POLYMODAL FAULT PATTERNS IN THE NORTHWESTERN SECTOR OF PACHUCA RANGE, HIDALGO, MEXICO: IMPLICATIONS FOR TECTONIC AND STRUCTURAL EVOLUTION OF PACHUCA-REAL DEL MONTE DISTRICT
The Pachuca-Real de Monte Mining District (PRMD) is in the PR, and has been mined for more than 500 years as it contains more than 100 epithermal Au-Ag veins of intermediate sulphidation. A great amount of mining and geological studies had been done in the PRMD that remains unpublished or exists in the form of technical reports of Mexican Geological Survey. However, studies about structural geology are scarce and old as many of these were based on the classic analysis of faulting in two-dimensional with two sets of faults.
In this work we recognize multiple deformation events through field geologic mapping and structural analysis (kinematic analysis) in an area located 15 km to the west of the PRMD, between Actopan city and the mining area of San Jose Tepenene-Capula-Santa Rosa.
The fault patterns reveal the existence of multiple deformations and complex faulting with more than four sets of faults in the studied area. A minimum of three deformational phases were identified, an WNW-ESE oblique lateral faulting (phase 1), polymodal faulting (phase 2) and N-S extensional phase (phase 3). The structural results obtained are important to understand the tectonic evolution, spatial distribution of hydrothermal alterations and mineralization in the western part of Pachuca range.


▶ [GOAL OF THE EXERCISE]: To complete this task, print all the data below exactly but leave out the images.

▶ [RECORDS SHOWN]:
-*-*-

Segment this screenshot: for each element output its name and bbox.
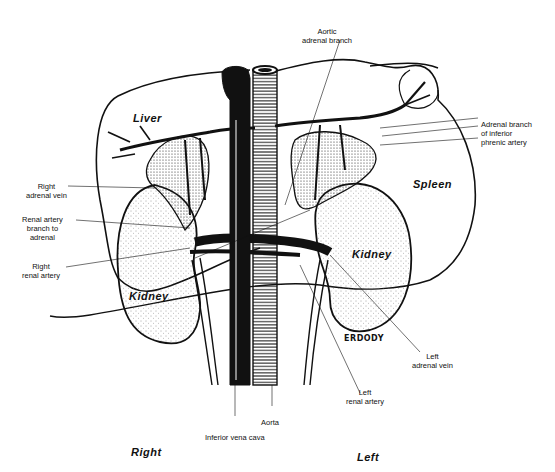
right-adrenal-vein-label: Right adrenal vein [26, 182, 67, 200]
liver-label: Liver [133, 112, 162, 124]
diagram-artwork [0, 0, 555, 472]
inferior-vena-cava-label: Inferior vena cava [205, 433, 265, 442]
left-adrenal-vein-label: Left adrenal vein [412, 352, 453, 370]
left-kidney-label: Kidney [352, 248, 392, 260]
aorta-label: Aorta [261, 418, 279, 427]
left-side-label: Left [357, 451, 379, 463]
spleen-label: Spleen [413, 178, 452, 190]
aortic-adrenal-branch-label: Aortic adrenal branch [302, 27, 352, 45]
right-kidney-label: Kidney [129, 290, 169, 302]
inferior-vena-cava [222, 66, 250, 385]
artist-signature: ERDODY [344, 334, 384, 343]
renal-artery-branch-label: Renal artery branch to adrenal [22, 215, 63, 242]
adrenal-branch-inferior-phrenic-label: Adrenal branch of inferior phrenic arter… [481, 120, 532, 147]
anatomy-diagram: Liver Spleen Kidney Kidney Aortic adrena… [0, 0, 555, 472]
right-side-label: Right [131, 446, 162, 458]
left-renal-artery-label: Left renal artery [346, 388, 384, 406]
right-renal-artery-label: Right renal artery [22, 262, 60, 280]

-*-*-

▶ [WRITTEN ANSWER]:
Segment this screenshot: for each element output its name and bbox.
right-adrenal-vein-label: Right adrenal vein [26, 182, 67, 200]
liver-label: Liver [133, 112, 162, 124]
diagram-artwork [0, 0, 555, 472]
inferior-vena-cava-label: Inferior vena cava [205, 433, 265, 442]
left-adrenal-vein-label: Left adrenal vein [412, 352, 453, 370]
left-kidney-label: Kidney [352, 248, 392, 260]
aorta-label: Aorta [261, 418, 279, 427]
left-side-label: Left [357, 451, 379, 463]
spleen-label: Spleen [413, 178, 452, 190]
aortic-adrenal-branch-label: Aortic adrenal branch [302, 27, 352, 45]
right-kidney-label: Kidney [129, 290, 169, 302]
inferior-vena-cava [222, 66, 250, 385]
artist-signature: ERDODY [344, 334, 384, 343]
renal-artery-branch-label: Renal artery branch to adrenal [22, 215, 63, 242]
adrenal-branch-inferior-phrenic-label: Adrenal branch of inferior phrenic arter… [481, 120, 532, 147]
anatomy-diagram: Liver Spleen Kidney Kidney Aortic adrena… [0, 0, 555, 472]
right-side-label: Right [131, 446, 162, 458]
left-renal-artery-label: Left renal artery [346, 388, 384, 406]
right-renal-artery-label: Right renal artery [22, 262, 60, 280]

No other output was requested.